Tuesday, April 8, 2008

State of Charge

Up here in Massachusetts, the boating season seems a long way off. There’s been a layer of ice on the car windshield the last couple of mornings and the weekends have been write-offs. Daytime temperatures were consistently below freezing from November until the first weekend in March. I hadn’t been on board the boat between mid-December and then; partly because it was too cold to do anything anyway, and partly because I’d done a lousy job of setting up the cover. I arrived in mid-January to find it had sagged over the cockpit coamings and in front of the hatchway, forming twin pools that collected enough snow and rain to turn into a pair of 150-pound blocks of ice that effectively blocked access to the main hatch. The forehatch was locked from belowdecks. It was too cold to do anything about it, so I went home, after stabbing a few holes in the tarp for drainage when the inevitable thaw arrived.

In February I went back, and found the pools had grown to the point where a small boy could have ice-skated on them. Fearing their immense weight would damage something, I arranged for the boatyard to attack the ice floes with hammers and cold chisels.

When I did eventually get on board a couple of weeks ago, after ripping the collapsed framework and tarp off the boat, I found some good things and some not so good things.

The good – I’d dreamt that the bilge had filled with rainwater until it lapped at the cabin sole and then frozen solid. Irrational, I know, but there you are. It was actually dry as a bone, bar an inch at the bottom of the sump that the pickup tube hadn’t reached. Knowing that a keel-stepped mast is an invitation for water to enter a boat, I’d emptied a gallon of RV antifreeze into the sump back in November, and left the bilge pump switched on. The antifreeze kept ice from fouling the float switch and everything did its job. What I should have done at layup time was pull the depth transducer so trapped water could find a way out before it rose above the sole.

Also good – the interior smelled dry and sweet, with not a hint of mold or mildew or rust anywhere. Obviously, enough light had penetrated the white tarps to keep the two Nicro solar vents whirring away all winter.

The not so good: Friends who borrowed the boat last year had left a full winecask on board, and I’d forgotten to take it home. The contents had frozen and expanded enough to burst the bladder. When it thawed… you can guess the rest. Thankfully, it was white wine. Sauterne in the bilge leaves a much less distinctive odour than a pinot noir or merlot.

The bad: I thought I had switched the forward electric bilge pump off back in December, but it turns out I hadn’t. It sits in the forward bilge, ahead of the mast, and is one of those that turns itself on momentarily every few minutes to sense the water level, and then pumps the offending H20 into the main bilge. Over the space of two and a half months this, combined with the occasional draw from the main bilge pump, had sucked the house battery dry. It was stone cold dead. Battery electrolyte won’t freeze unless the battery is more than 25 per cent discharged, which my battery obviously was; it scarcely registered on the multimeter, and wouldn’t even take a charge. Inspection revealed that the electrolyte (which I’d topped off last fall) in three of the chambers was below the top of the plates.

Not being as dumb as this makes me sound, I did have an automotive, supposedly automatic float charger hooked up to the house battery. I suspect this was my downfall. The charger had, I think, failed to switch itself off, and had overcharged the battery, leading to electrolyte loss and something horrible called plate sulfation. The battery discharged and froze solid. In short, a combination of carelessness and bad luck had ruined an expensive battery. On the other hand the starter battery, which I’d left disconnected from everything, still showed a relatively healthy 12.5 volts.

So, I’m down $120 for a new Group 27 deep cycle battery. Two, actually, because this spring’s main project was going to be expanding the size of the house battery bank. Maybe I’ll just switch over to LED lights instead. ..

2 comments:

J Duncan Gould said...

It's a sad state of affairs when you're dreaming about the boatyard! Somebody made the analogy regarding those bilge pumps that come on every ten or fifteen minutes that it's like having your car start every quarter hour just in case you needed it. I think the poor pump would come on something like 52,560 times a year; that's dubious engineering. I sincerely hope you get Spring soon, it sounds like you need it! Cheers, Duncan Gould

XML Aficionado said...

Ahhh, the vision of spring and the coming boating season. I launched last week, and - to my great pleasure - found that my batteries have survied the winter intact. I can confirm that the disconnect strategy works best - at least it does for me.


EXERCISE BRIEF:
For this exercise, restate word for word only the lines from the one containing "Locate an element" through the last line below. Pictures do not get copied.

Stored data
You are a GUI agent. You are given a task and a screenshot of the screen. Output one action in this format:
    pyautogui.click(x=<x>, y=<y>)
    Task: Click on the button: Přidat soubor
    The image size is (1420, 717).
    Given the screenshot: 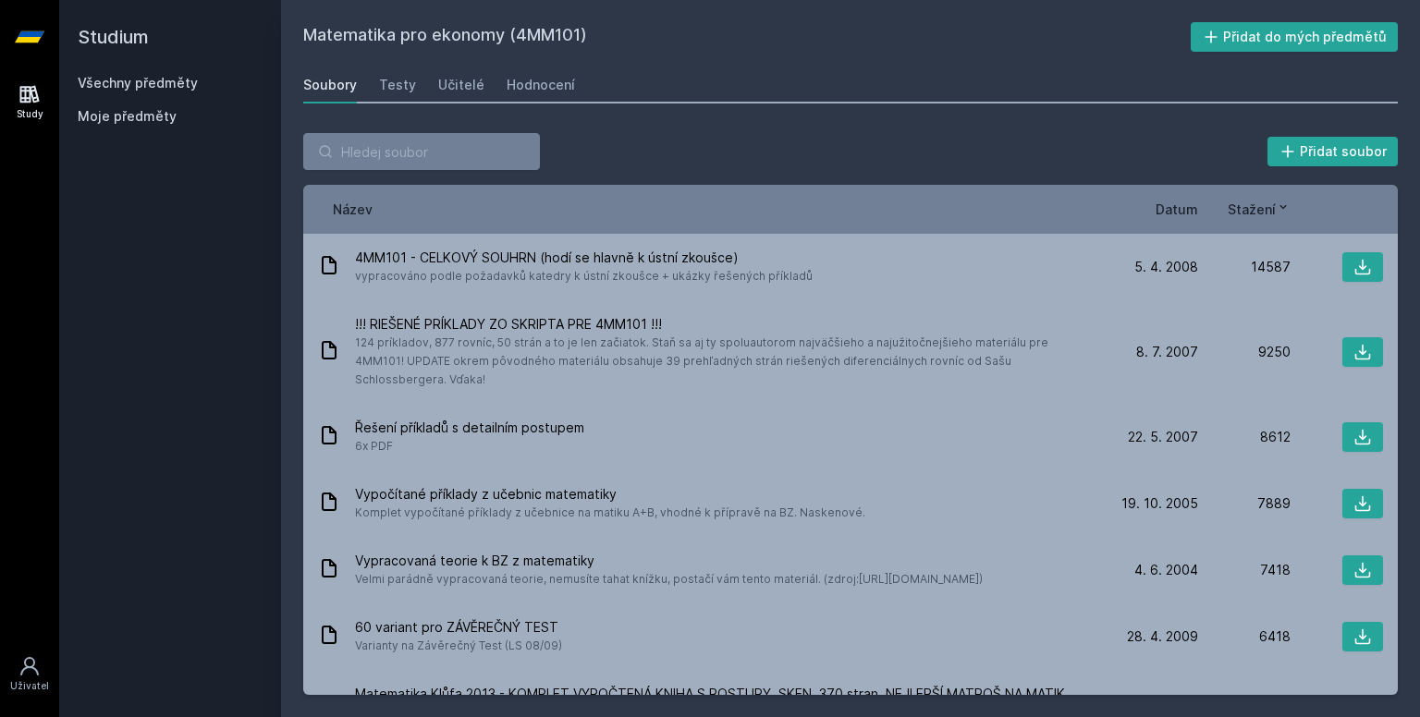 What is the action you would take?
    pyautogui.click(x=1333, y=152)
    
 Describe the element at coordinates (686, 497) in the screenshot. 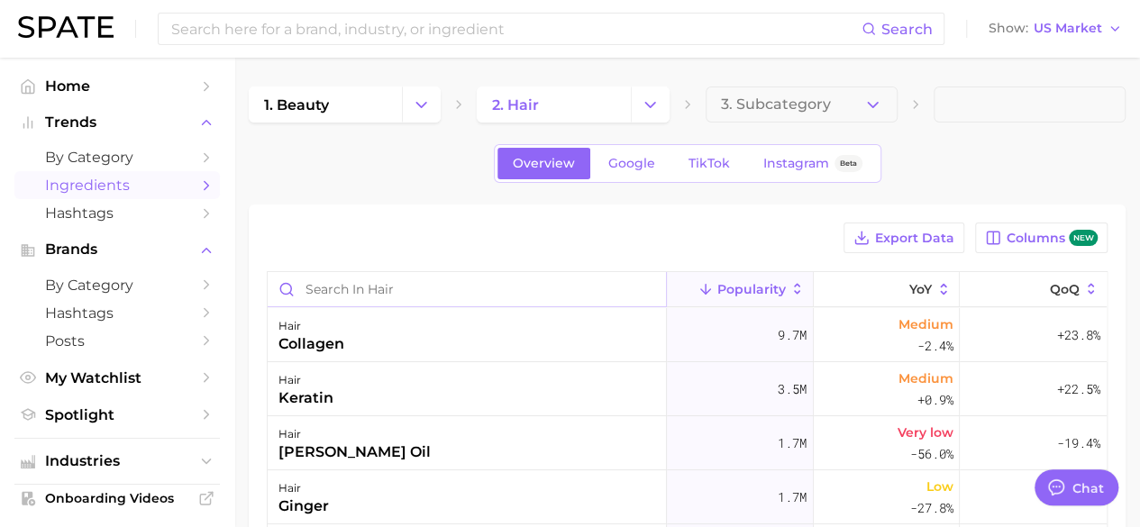

I see `button: hairginger1.7mLow-27.8%+153.9%` at that location.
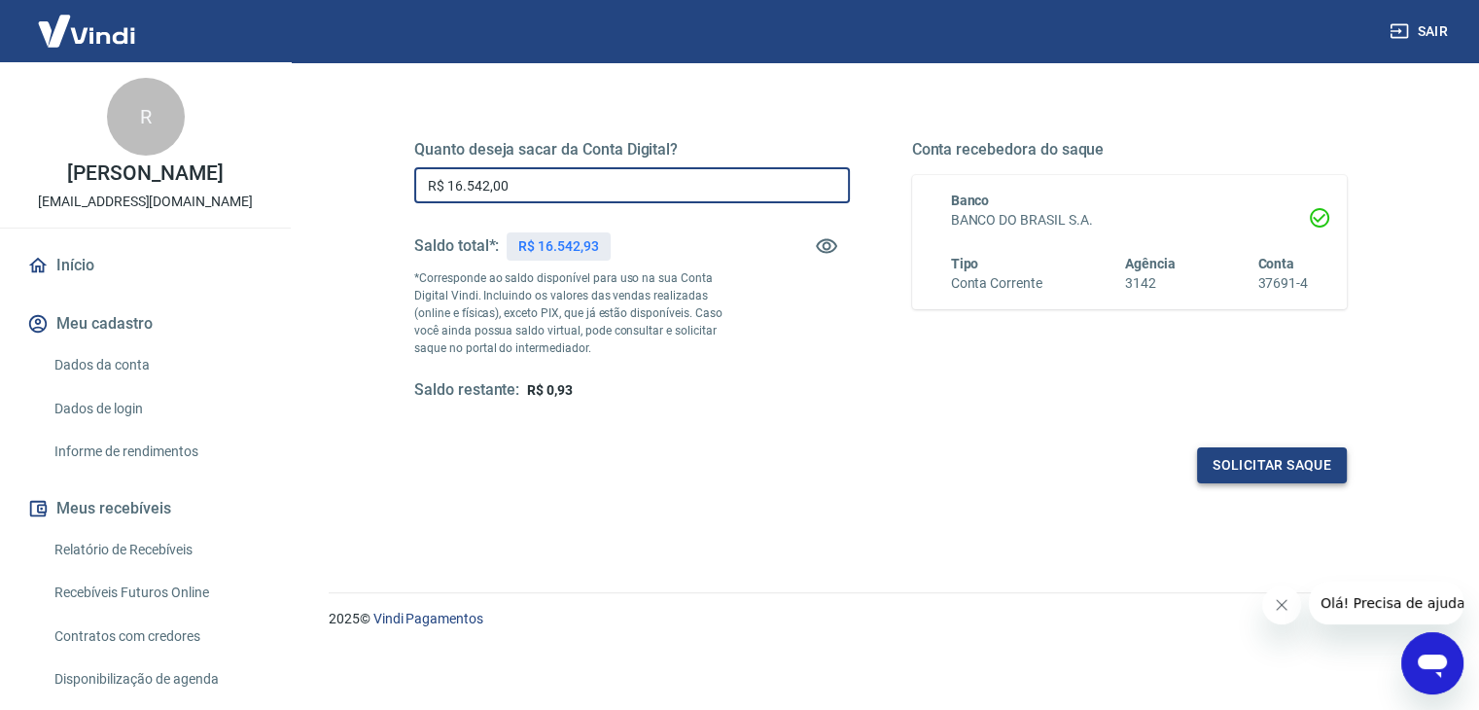  Describe the element at coordinates (549, 390) in the screenshot. I see `span: R$ 0,93` at that location.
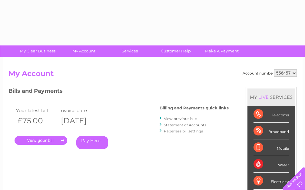 The width and height of the screenshot is (305, 190). Describe the element at coordinates (153, 75) in the screenshot. I see `h2: My Account` at that location.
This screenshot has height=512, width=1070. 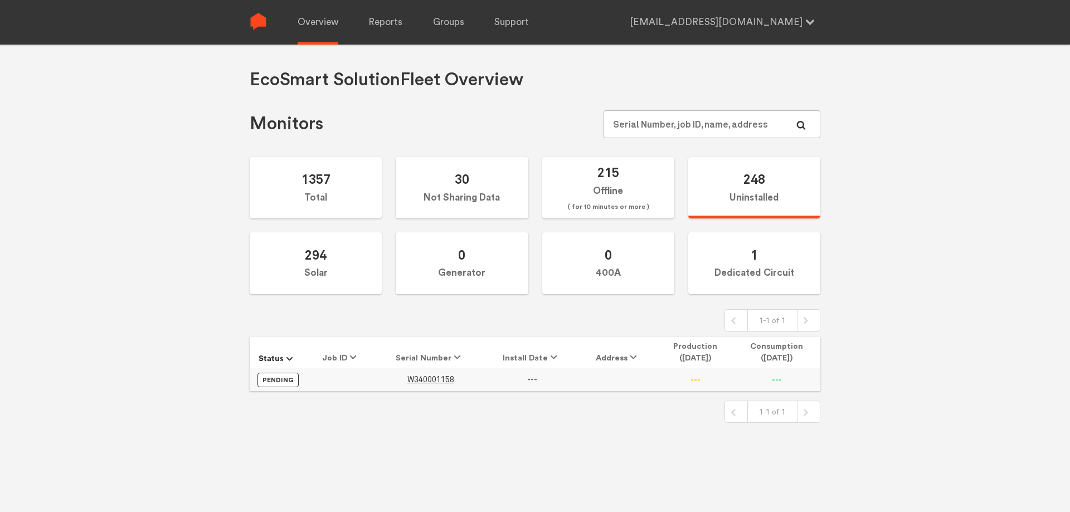 What do you see at coordinates (431, 379) in the screenshot?
I see `a: W340001158` at bounding box center [431, 379].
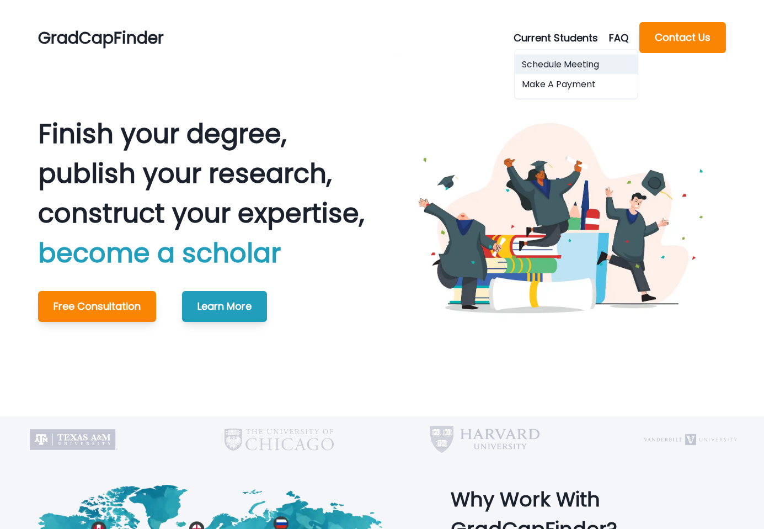 Image resolution: width=764 pixels, height=529 pixels. What do you see at coordinates (683, 38) in the screenshot?
I see `button: Contact Us` at bounding box center [683, 38].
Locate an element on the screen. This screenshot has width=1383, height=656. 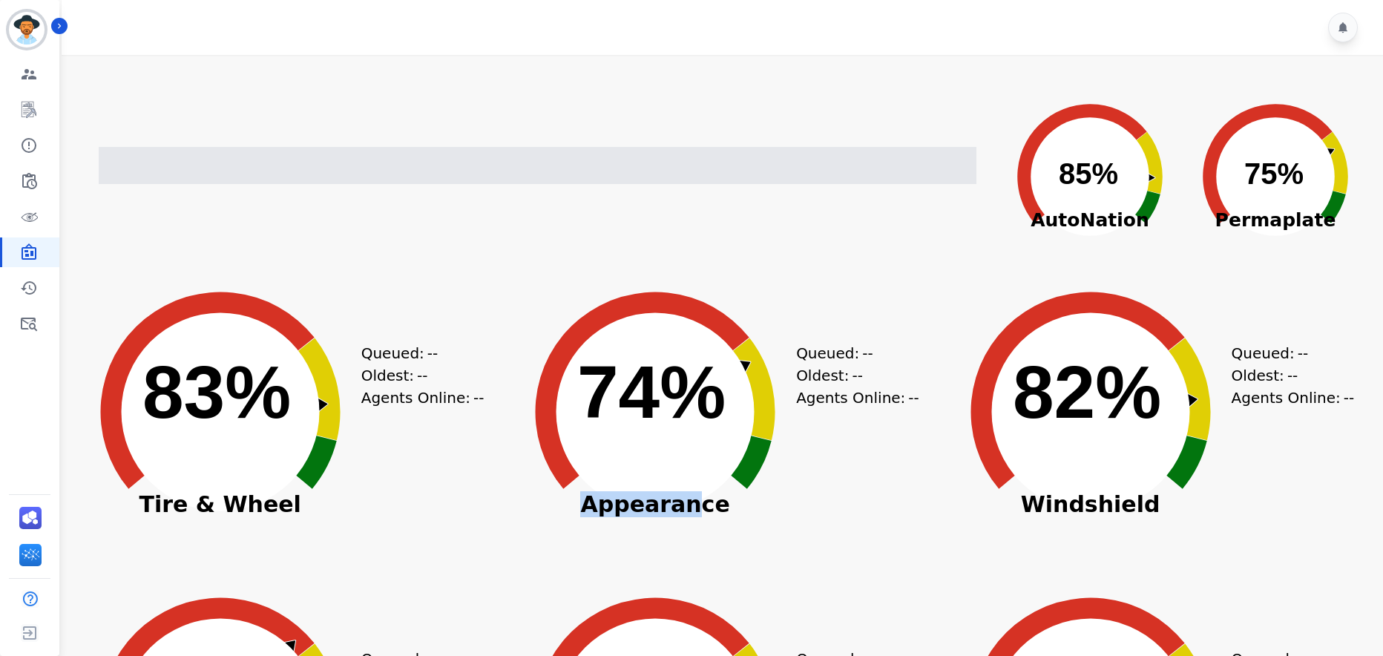
span: Permaplate is located at coordinates (1275, 220).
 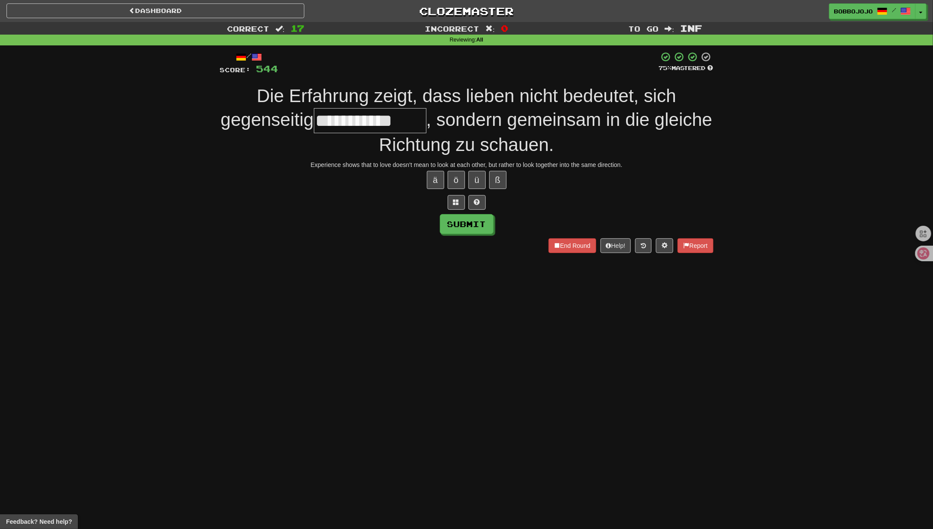 What do you see at coordinates (872, 11) in the screenshot?
I see `a: bobbojojo /` at bounding box center [872, 11].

SOLUTION TO THE EXERCISE:
Locate an element on the screen. This screenshot has width=1383, height=656. 
span: Permaplate is located at coordinates (1275, 220).
  What do you see at coordinates (872, 11) in the screenshot?
I see `a: bobbojojo /` at bounding box center [872, 11].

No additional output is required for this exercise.